To see a running counter of the carbon footprint of digital behavior, learn more about this project or even listen to a song based on your personal twitter feed, please visit http://carbonfeed.org

#Carbonfeed installed at the University of Virginia.
#Carbonfeed installed at the University of Virginia.

Human Chimes

Human Chimes transforms users into sound that bounce between other users inside the space. The sounds infer interaction with all other participants inside the space. Participants perceive themselves and others as transformed visual components projected onto the front wall as well as sonic formulations indicating where they are. As people move, the sounds move and change to show changing personal interactions. As more users enter the space, more sounds are layered upon the existing body. In this way, sound patterns, like our relationships with others, continuously evolve.

The social work dynamically tracking users’ locations in real time, transcoding participants as sounds that pan around the space according to the participants’ positions. Human Chimes enables users to create, control, and interact with sound and visuals in real time. The piece uses a multimedia experience to ignite our curiosity and deepen our playful attitude with the world around us.

The work was commissioned in part by the University of Oregon and the city of Eugene, Oregon. The work was presented as part of the (sub)Urban Projections film festival: Nov. 9, 2011.

                       

Graffiti

(sub)Urban Projections Film Festival wanted to include live projection bombing in downtown Eugene, OR, and I was commissioned to create an interactive installation that allows a user to paint graffiti upon any projected surface. The human interface uses TouchOSC on an iPad or iPhone, which drives my graffiti computer software. The work was presented each night of the (sub)Urban Projections festival: Nov. 9, 16, 23; 2011, the WhiteBox gallery in Portland, OR Dec. 10, 2011, and the second (sub)Urban Projections festival: Nov. 7, 11, 14 2012.

Play! Sequence

Play! Sequence is a multimedia installation for iPod Touch, USB camera, and VGA video display and TouchOSC, Max/MSP/Jitter, and Isadora software applications. By creating a multitouch sequencer that controls the playback of audio and video masks, Play! Sequence enables the user to simultaneously interact with the space’s sonic and visual environment.
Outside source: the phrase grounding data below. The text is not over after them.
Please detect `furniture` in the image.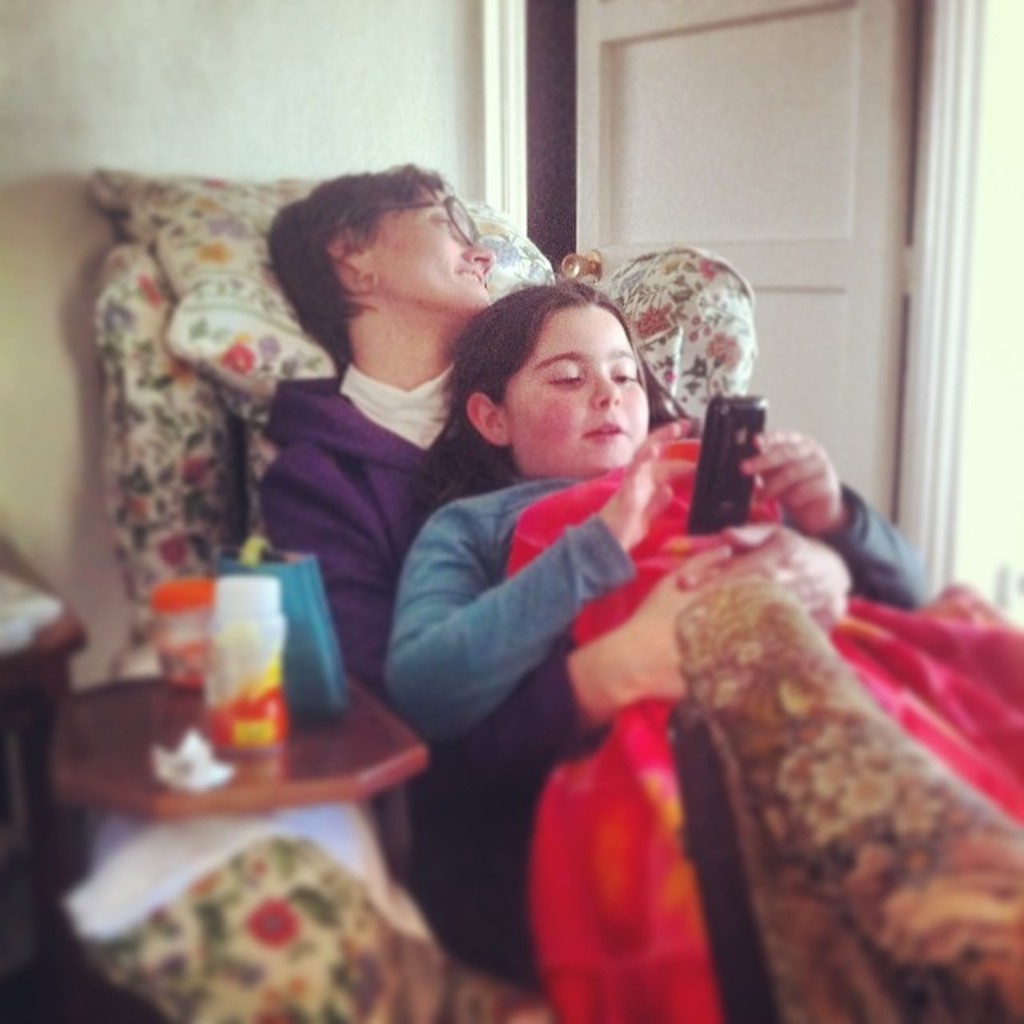
region(667, 578, 1022, 1022).
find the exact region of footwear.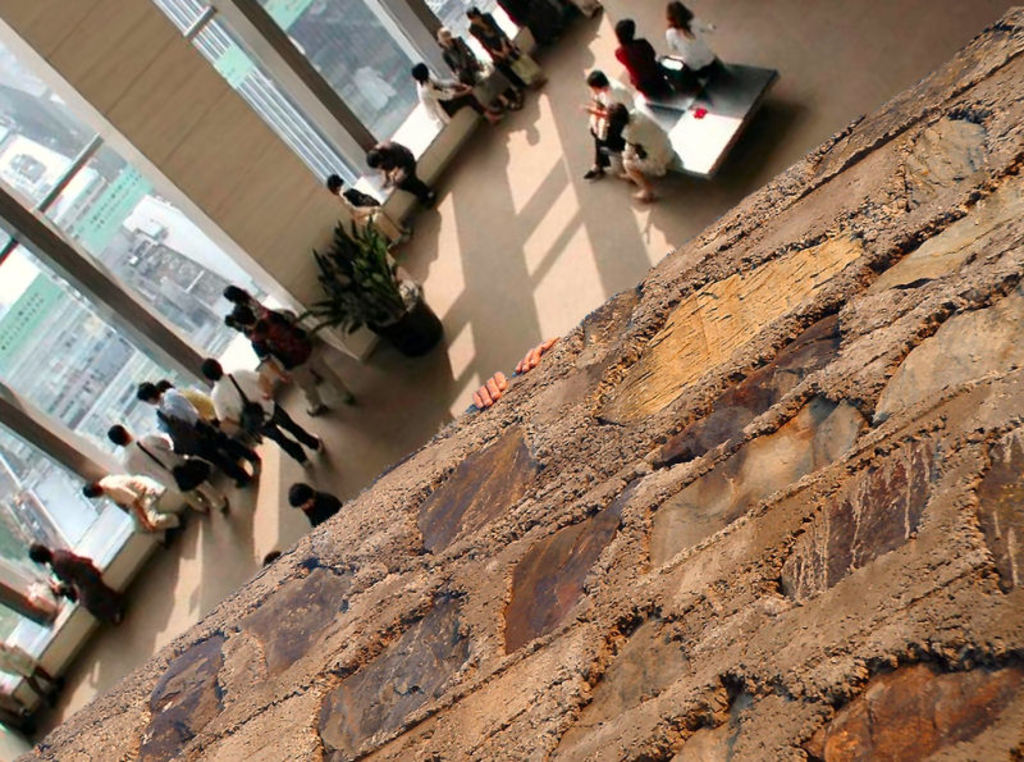
Exact region: <region>310, 405, 324, 415</region>.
The iPod Touch provides a familiar language for the user and for the nature of the tactile interactions. The user is allowed to create, edit, and delete three synchronous sequences of sixteen steps, thereby changing the evolution and the complexity of the piece over time.

Each of the three sequences represent a sonic timbre and color mask that mirror the user’s actions. With each sonic timbre, the user has control over pitch, rhythm, and amplitude. The color masks follow the sounds across the screen, repeating from the left upon the start of each loop. The masks help visualize the user’s tactile and sound experience by revealing the user inside the space, and each mask represents one of elements in the RGB color model.

Play! Sequence operates within the framework of natural human interaction, playing off of our curiosity and our engagement with objects that we can creatively control. The user manipulates and interacts with the sounds and visuals in real time, driven by the immediate feedback that the system provides.

The Goddess Re:Membered

Commissioned for the 2011 Fringe Festival, The Goddess Re:membered is a site specific work and multimedia response to The Goddess, a classic Chinese silent film from 1934. The interactive installation is for video projection, IR camera, Max/MSP and Isadora software. Through public interactions of users inside the space, clues to distant memories are revealed through the triggering of color, sound, and video masks.